Evaluation of an Air Quality Model for the Size and Composition of Source-Oriented Particle Classes

Abstract

Air quality model predictions of the size and composition of atmospheric particle classes are evaluated by comparison with aerosol time-of-flight mass spectrometry (ATOFMS) measurements of single-particle size and composition at Long Beach and Riverside, CA, during September 1996. The air quality model tracks the physical diameter, chemical composition, and atmospheric concentration of thousands of representative particles from different emissions classes as they are transported from sources to receptors while undergoing atmospheric chemical reactions. In the model, each representative particle interacts with a common gas phase but otherwise evolves separately from all other particles. The model calculations yield an aerosol population, in which particles of a given size may exhibit different chemical compositions. ATOFMS data are adjusted according to the known particle detection efficiencies of the ATOFMS instruments, and model predictions are modified to simulate the chemical sensitivities and compositional detection limits of the ATOFMS instruments.
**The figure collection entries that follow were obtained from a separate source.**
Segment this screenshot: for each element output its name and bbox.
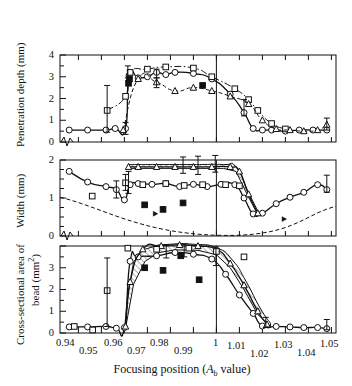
- datapoint-open-circle: [301, 325, 307, 331]
- datapoint-open-circle: [154, 253, 160, 259]
- datapoint-filled-square: [142, 265, 148, 271]
- datapoint-open-circle: [301, 189, 307, 195]
- datapoint-open-square: [200, 182, 206, 188]
- plot-svg: [0, 0, 352, 386]
- datapoint-open-circle: [113, 325, 119, 331]
- datapoint-open-circle: [112, 126, 118, 132]
- series-line-square-dashdot-line: [107, 66, 285, 129]
- datapoint-open-circle: [190, 70, 196, 76]
- datapoint-open-square: [209, 74, 215, 80]
- datapoint-open-circle: [223, 271, 229, 277]
- datapoint-open-square: [269, 121, 275, 127]
- datapoint-open-square: [223, 182, 229, 188]
- datapoint-open-square: [163, 64, 169, 70]
- datapoint-open-circle: [163, 72, 169, 78]
- datapoint-open-square: [237, 183, 243, 189]
- datapoint-open-circle: [287, 194, 293, 200]
- datapoint-open-circle: [273, 201, 279, 207]
- datapoint-filled-square: [142, 202, 148, 208]
- datapoint-open-square: [232, 86, 238, 92]
- datapoint-open-circle: [315, 182, 321, 188]
- figure-container: Penetration depth (mm) Width (mm) Cross-…: [0, 0, 352, 386]
- datapoint-open-circle: [127, 258, 133, 264]
- datapoint-open-circle: [149, 181, 155, 187]
- datapoint-open-circle: [85, 179, 91, 185]
- trend-arrow: [282, 217, 287, 222]
- datapoint-filled-square: [200, 83, 206, 89]
- datapoint-open-square: [125, 245, 131, 251]
- series-line-circle-solid-line: [69, 70, 327, 135]
- datapoint-filled-square: [160, 207, 166, 213]
- datapoint-open-square: [241, 254, 247, 260]
- datapoint-open-triangle: [172, 87, 178, 93]
- datapoint-open-square: [140, 182, 146, 188]
- datapoint-open-circle: [66, 168, 72, 174]
- datapoint-filled-square: [160, 268, 166, 274]
- datapoint-open-square: [89, 193, 95, 199]
- datapoint-open-circle: [103, 184, 109, 190]
- series-line-triangle-dashed-line: [123, 73, 327, 131]
- datapoint-open-square: [154, 246, 160, 252]
- datapoint-open-circle: [172, 69, 178, 75]
- datapoint-open-square: [181, 183, 187, 189]
- datapoint-open-circle: [121, 197, 127, 203]
- panel-frame-0: [60, 55, 336, 142]
- datapoint-open-circle: [315, 325, 321, 331]
- series-line-V-dashed-baseline: [60, 197, 336, 235]
- datapoint-open-square: [186, 245, 192, 251]
- series-line-circle-solid-line: [69, 171, 327, 216]
- datapoint-open-circle: [259, 127, 265, 133]
- datapoint-open-square: [163, 181, 169, 187]
- panel-frame-2: [60, 246, 336, 333]
- datapoint-open-circle: [287, 324, 293, 330]
- datapoint-filled-square: [178, 253, 184, 259]
- datapoint-open-square: [145, 66, 151, 72]
- datapoint-open-circle: [85, 127, 91, 133]
- datapoint-open-circle: [172, 250, 178, 256]
- datapoint-filled-square: [180, 200, 186, 206]
- datapoint-open-circle: [236, 292, 242, 298]
- datapoint-open-circle: [66, 127, 72, 133]
- datapoint-open-square: [90, 327, 96, 333]
- trend-arrow: [153, 211, 158, 216]
- datapoint-open-square: [123, 94, 129, 100]
- plot-layer: [60, 55, 336, 336]
- datapoint-open-circle: [209, 256, 215, 262]
- datapoint-filled-square: [196, 277, 202, 283]
- datapoint-open-triangle: [259, 117, 265, 123]
- datapoint-open-square: [191, 65, 197, 71]
- datapoint-open-square: [71, 324, 77, 330]
- datapoint-open-circle: [273, 323, 279, 329]
- datapoint-open-circle: [190, 181, 196, 187]
- datapoint-open-circle: [190, 251, 196, 257]
- datapoint-open-square: [255, 108, 261, 114]
- datapoint-open-circle: [250, 126, 256, 132]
This permits a direct, semiquantitative comparison between the air quality model predictions and the single-particle ATOFMS measurements to be made. The air quality model accurately predicts the fraction of atmospheric particles containing sodium, ammonium, nitrate, carbon, and mineral dust, across all particle sizes measured by ATOFMS at the Long Beach site, and in the coarse particle size range (D_a ≥ 1.8 μm) at the Riverside site. Given that this model evaluation is very likely the most stringent test of any aerosol air quality model to date, the model predictions show impressive agreement with the single-particle ATOFMS measurements.

Additional Information

© 2002 American Chemical Society. Received for review September 5, 2001. Revised manuscript received February 11, 2002. Accepted February 11, 2002. This research was supported by the U.S. Environmental Protection Agency under agreement No. R826371-01-0. Thanks are due to Don-Yuan Liu and Keith Coffee from the University of California at Riverside and Philip Silva from Aerodyne Research, Inc., for their assistance with this work.